Time as defined in the context of individual lives cannot be measured or compared; it therefore needs to be particularized through processes of synchronization and desynchronization. Subjectivity is a notion that supports temporal objectivity only if the mode of production is not based on a concept of exchange but on simple appropriation. Time as identified with the life of the individual remains incommensurable. But the history of growth in the spatial dimensions of trade and the reduction in the amount of time needed to effect commercial exchanges is integral to and consequent on the development of science as a method of forecasting and planning.

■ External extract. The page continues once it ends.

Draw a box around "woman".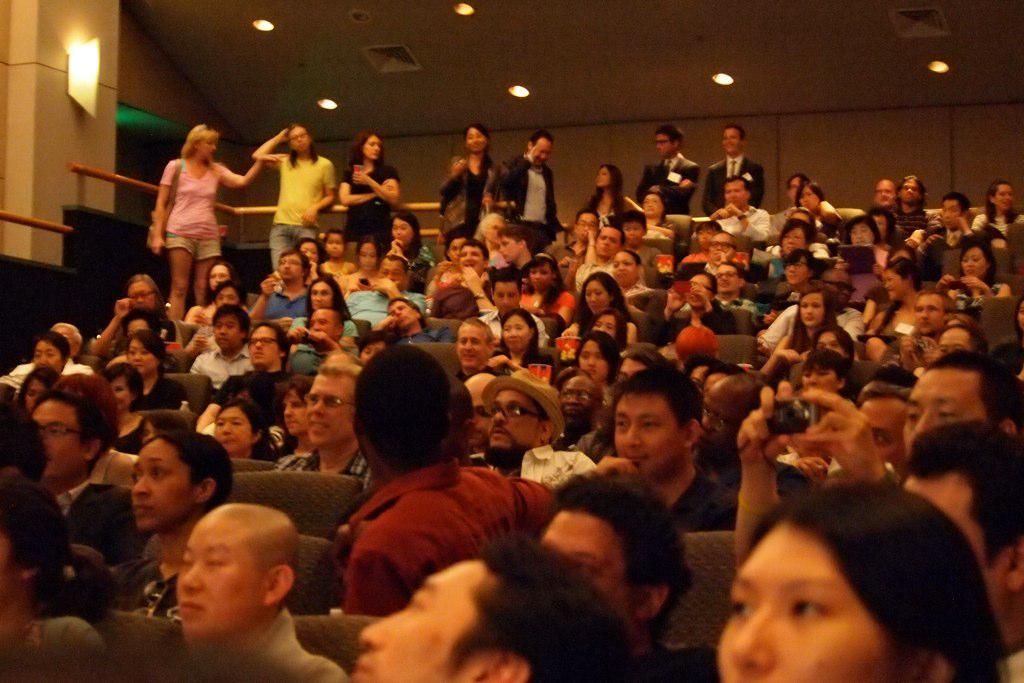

As trade grows, so does the role of science, to the point where it can be seen as pivotal to a society in which the practice of trade is becoming both universal and frequent. The growth of trade was the cause and the effect of both a need to consolidate and develop an increasingly complex system of forecasting, and the requirement for a science with the capacity to make the future less unpredictable.


2021 ◽  
Vol 13 (16) ◽  
pp. 9127
Author(s):  
María Velasco González ◽  
José M. Ruano

Tourism has always stood out in terms of economic opportunities and personal enjoyment. However, the problem of overtourism has emerged in recent years in urban contexts of cities with diversified economies. Overtourism has become—to a much greater extent than any other variable challenging the sustainability of the tourism model—an object of public debate and the media reflect this debate, which, in the case of Spain, is concentrated in the term “tourismphobia.” This paper aims to analyse the two main opposing narratives reflected in the Spanish media on the emergence of the problem of tourismphobia and that defined what was happening to influence both public opinion and public policymakers themselves. The methodological approach used is the narrative policy framework (NPF), which considers public policies as a social construct, shaped by particular ideologies, values, and worldviews that are structured in narratives. The conclusions point to the fact that even though the “success in danger” narrative was the winner, for the first time the sustainability of the country’s tourism model is being broadly questioned and by very diverse actors. It is also clear that in order to change the trajectory of consolidated tourism policies, it is necessary to build tangible public policy alternatives that can be articulated and implemented by public actors. Based on the findings of the paper, future lines of research could use the “Narrative Policy Framework” for the analysis of sustainable tourism policies or for the study of overtourism in different countries from a comparative perspective.